Manila Bulletin

Airport spanning California and Mexico opens

- By ELLIOT SPAGAT

SAN DIEGO (AP) – One of the world’s only airports spanning two countries opened Wednesday on a heavily fortified divide separating the United States and Mexico.

The first arrivals came on an Aeromexico flight from Mexico City to the decades-old Tijuana Internatio­nal Airport and walked across a 390-foot (119-meter) bridge to a new $120-million terminal in San Diego.

Target customers are the estimated 60 percent of Tijuana airport passengers who come to the United States, about 2.6 million last year. Until now, they drove about 15 minutes to a congested land crossing, where they waited up to several hours to enter San Diego by car or on foot. The airport bridge is a fiveminute walk to a US border inspector.

“What a difference,” said Elba Hernandez, 69, who flew to Tijuana from Guadalajar­a after visiting family and walked across the airport bridge to San Diego, where her sister picked her up.

The only other cross-border airport known to industry experts is in the European Union – between Basel, Switzerlan­d, and France’s Upper Rhine region – but it carries none of the political freight of San Diego and Tijuana. Mexicans who ran across the border illegally overwhelme­d the Border Patrol until the mid-1990s, when new fences and additional agents heralded a massive surge in US enforcemen­t.

Cross Border Xpress, one of the largest privately operated US air terminals, will charge $18 each way for ticketed passengers. Much of that will go to pay the salaries of US border inspectors.

A group of US and Mexican investors that includes Chicago billionair­e Sam Zell expects to make money on a duty-free shop, rental car companies, restaurant­s and other concession­s. The terminal occupies less than half their 55-acre (22-hectare) parcel, and the city of San Diego has approved a 340-room hotel, shopping center and gas station.

An investor group that includes Chicago billionair­e Sam Zell built a sleek terminal in San Diego with a bridge that crosses a razor-wire border fence to Tijuana’s decades-old airport. Passengers pay $18 to walk a 390-feet (119-meter) overpass to Tijuana Internatio­nal Airport, a springboar­d about 30 Mexican destinatio­ns.

Target customers are the estimated 60 percent of Tijuana airport passengers who come to the United States, about 2.6 million last year. Now they drive about 15 minutes to a congested land crossing, where they wait up to several hours to enter San Diego by car or on foot. The airport bridge is a five-minute walk to a US border inspector.

Cross Border Xpress, one of the largest privately-operated US air terminals, wouldn’t have happened if Tijuana didn’t build its airport a few steps from the internatio­nal line in the 1950s or if it wasn’t surrounded by undevelope­d land in a barren, industrial part of San Diego.

“It’s an amazing accident of geography,’’ said Stanis Smith of Stantec, Inc., the terminal’s architect. “It could never happen again.’’

The terminal is one of the last works by the late Ricardo Legorreta, whose bold colors helped bring Mexican modernism to a world stage and attracted a strong following in the American Southwest. The stone exterior mixes purple stucco and red limestone that takes on a deep, inky hue when it rains. Stone gardens sprout agave and other desert plants.

Passengers enter a courtyard with a reflecting pool to an airy building with ticket counters and kiosks. High, white ceilings have large orange circles of recessed lighting. Sparse decorative touches are onyx, including high-hanging black slabs near ticket counters and white spheres atop the escalators.

Aesthetics are more dated in the Tijuana airport but passenger flow is the same. Ticketed passengers must carry luggage across a bridge with frosted glass windows to border inspectors in the receiving country and a wall in the middle to separate the two directions.

The idea isn’t new – San Diego leaders proposed an airport with a runway on each side of the border in the early 1990s to replace the city’s constraine­d Lindbergh Field – but it didn’t gain traction until a Mexican couple invested in 2005 in a company that runs airports in Tijuana and 11 other Mexican cities.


## PROBLEM TO WORK ON
Write the data out verbatim.

(Stored data entries)

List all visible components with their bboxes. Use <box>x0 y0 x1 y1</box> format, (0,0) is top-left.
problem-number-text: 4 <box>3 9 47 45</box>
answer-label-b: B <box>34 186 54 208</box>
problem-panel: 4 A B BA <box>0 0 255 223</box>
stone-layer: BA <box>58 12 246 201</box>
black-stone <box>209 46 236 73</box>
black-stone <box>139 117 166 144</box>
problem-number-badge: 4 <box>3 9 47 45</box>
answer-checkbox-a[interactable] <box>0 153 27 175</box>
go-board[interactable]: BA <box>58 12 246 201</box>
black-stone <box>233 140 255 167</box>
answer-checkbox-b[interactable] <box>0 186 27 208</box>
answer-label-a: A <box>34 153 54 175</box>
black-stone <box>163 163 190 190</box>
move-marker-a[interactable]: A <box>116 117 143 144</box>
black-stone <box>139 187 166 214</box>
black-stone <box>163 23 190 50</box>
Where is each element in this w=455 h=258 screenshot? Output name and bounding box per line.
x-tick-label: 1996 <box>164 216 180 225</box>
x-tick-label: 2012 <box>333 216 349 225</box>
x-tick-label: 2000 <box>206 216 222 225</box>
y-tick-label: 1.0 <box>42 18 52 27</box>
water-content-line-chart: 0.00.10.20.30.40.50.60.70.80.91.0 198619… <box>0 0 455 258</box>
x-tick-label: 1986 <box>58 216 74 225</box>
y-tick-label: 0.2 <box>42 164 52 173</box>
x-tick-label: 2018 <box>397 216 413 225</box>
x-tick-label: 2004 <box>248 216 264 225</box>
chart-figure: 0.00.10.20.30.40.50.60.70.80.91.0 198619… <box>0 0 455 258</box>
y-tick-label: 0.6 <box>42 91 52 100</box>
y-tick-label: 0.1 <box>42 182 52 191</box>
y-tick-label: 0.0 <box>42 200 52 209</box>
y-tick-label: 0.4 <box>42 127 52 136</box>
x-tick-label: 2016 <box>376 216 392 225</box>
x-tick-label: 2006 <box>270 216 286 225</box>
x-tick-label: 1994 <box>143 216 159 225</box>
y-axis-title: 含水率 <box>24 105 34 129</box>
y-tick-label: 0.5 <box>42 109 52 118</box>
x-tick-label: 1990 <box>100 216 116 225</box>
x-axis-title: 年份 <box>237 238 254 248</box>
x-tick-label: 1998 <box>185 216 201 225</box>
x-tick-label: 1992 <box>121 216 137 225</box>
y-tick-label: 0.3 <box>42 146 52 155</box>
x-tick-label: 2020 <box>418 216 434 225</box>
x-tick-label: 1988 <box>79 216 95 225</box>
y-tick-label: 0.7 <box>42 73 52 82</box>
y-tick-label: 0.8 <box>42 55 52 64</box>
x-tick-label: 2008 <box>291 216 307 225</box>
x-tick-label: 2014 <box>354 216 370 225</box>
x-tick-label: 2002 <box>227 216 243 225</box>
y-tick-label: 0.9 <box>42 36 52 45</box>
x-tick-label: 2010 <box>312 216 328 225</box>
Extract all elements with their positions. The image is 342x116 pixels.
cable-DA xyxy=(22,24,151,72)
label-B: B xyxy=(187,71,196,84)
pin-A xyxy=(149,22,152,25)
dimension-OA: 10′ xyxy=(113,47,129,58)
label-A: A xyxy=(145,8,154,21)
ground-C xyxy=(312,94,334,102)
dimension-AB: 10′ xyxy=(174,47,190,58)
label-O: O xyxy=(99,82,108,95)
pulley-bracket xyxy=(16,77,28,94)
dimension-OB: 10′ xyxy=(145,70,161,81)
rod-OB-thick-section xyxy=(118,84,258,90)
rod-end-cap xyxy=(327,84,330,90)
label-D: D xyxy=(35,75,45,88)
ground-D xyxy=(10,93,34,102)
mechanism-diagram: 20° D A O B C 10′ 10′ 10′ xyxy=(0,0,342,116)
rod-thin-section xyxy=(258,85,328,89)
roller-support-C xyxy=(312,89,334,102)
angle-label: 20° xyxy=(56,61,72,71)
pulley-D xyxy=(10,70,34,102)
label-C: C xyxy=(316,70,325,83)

## PROBLEM SOLUTION
List all visible components with their bboxes. Use <box>x0 y0 x1 y1</box> format, (0,0) is top-left.
problem-number-text: 4 <box>3 9 47 45</box>
answer-label-b: B <box>34 186 54 208</box>
problem-panel: 4 A B BA <box>0 0 255 223</box>
stone-layer: BA <box>58 12 246 201</box>
black-stone <box>209 46 236 73</box>
black-stone <box>139 117 166 144</box>
problem-number-badge: 4 <box>3 9 47 45</box>
answer-checkbox-a[interactable] <box>0 153 27 175</box>
go-board[interactable]: BA <box>58 12 246 201</box>
black-stone <box>233 140 255 167</box>
answer-checkbox-b[interactable] <box>0 186 27 208</box>
answer-label-a: A <box>34 153 54 175</box>
black-stone <box>163 163 190 190</box>
move-marker-a[interactable]: A <box>116 117 143 144</box>
black-stone <box>139 187 166 214</box>
black-stone <box>163 23 190 50</box>
Where is each element in this w=455 h=258 screenshot? Output name and bounding box per line.
x-tick-label: 1996 <box>164 216 180 225</box>
x-tick-label: 2012 <box>333 216 349 225</box>
x-tick-label: 2000 <box>206 216 222 225</box>
y-tick-label: 1.0 <box>42 18 52 27</box>
water-content-line-chart: 0.00.10.20.30.40.50.60.70.80.91.0 198619… <box>0 0 455 258</box>
x-tick-label: 1986 <box>58 216 74 225</box>
y-tick-label: 0.2 <box>42 164 52 173</box>
x-tick-label: 2018 <box>397 216 413 225</box>
x-tick-label: 2004 <box>248 216 264 225</box>
chart-figure: 0.00.10.20.30.40.50.60.70.80.91.0 198619… <box>0 0 455 258</box>
y-tick-label: 0.6 <box>42 91 52 100</box>
y-tick-label: 0.1 <box>42 182 52 191</box>
y-tick-label: 0.0 <box>42 200 52 209</box>
y-tick-label: 0.4 <box>42 127 52 136</box>
x-tick-label: 2016 <box>376 216 392 225</box>
x-tick-label: 2006 <box>270 216 286 225</box>
x-tick-label: 1994 <box>143 216 159 225</box>
y-axis-title: 含水率 <box>24 105 34 129</box>
y-tick-label: 0.5 <box>42 109 52 118</box>
x-tick-label: 1990 <box>100 216 116 225</box>
x-axis-title: 年份 <box>237 238 254 248</box>
x-tick-label: 1998 <box>185 216 201 225</box>
x-tick-label: 1992 <box>121 216 137 225</box>
y-tick-label: 0.3 <box>42 146 52 155</box>
x-tick-label: 2020 <box>418 216 434 225</box>
x-tick-label: 1988 <box>79 216 95 225</box>
y-tick-label: 0.7 <box>42 73 52 82</box>
y-tick-label: 0.8 <box>42 55 52 64</box>
x-tick-label: 2008 <box>291 216 307 225</box>
x-tick-label: 2014 <box>354 216 370 225</box>
x-tick-label: 2002 <box>227 216 243 225</box>
y-tick-label: 0.9 <box>42 36 52 45</box>
x-tick-label: 2010 <box>312 216 328 225</box>
Extract all elements with their positions. The image is 342x116 pixels.
cable-DA xyxy=(22,24,151,72)
label-B: B xyxy=(187,71,196,84)
pin-A xyxy=(149,22,152,25)
dimension-OA: 10′ xyxy=(113,47,129,58)
label-A: A xyxy=(145,8,154,21)
ground-C xyxy=(312,94,334,102)
dimension-AB: 10′ xyxy=(174,47,190,58)
label-O: O xyxy=(99,82,108,95)
pulley-bracket xyxy=(16,77,28,94)
dimension-OB: 10′ xyxy=(145,70,161,81)
rod-OB-thick-section xyxy=(118,84,258,90)
rod-end-cap xyxy=(327,84,330,90)
label-D: D xyxy=(35,75,45,88)
ground-D xyxy=(10,93,34,102)
mechanism-diagram: 20° D A O B C 10′ 10′ 10′ xyxy=(0,0,342,116)
rod-thin-section xyxy=(258,85,328,89)
roller-support-C xyxy=(312,89,334,102)
angle-label: 20° xyxy=(56,61,72,71)
pulley-D xyxy=(10,70,34,102)
label-C: C xyxy=(316,70,325,83)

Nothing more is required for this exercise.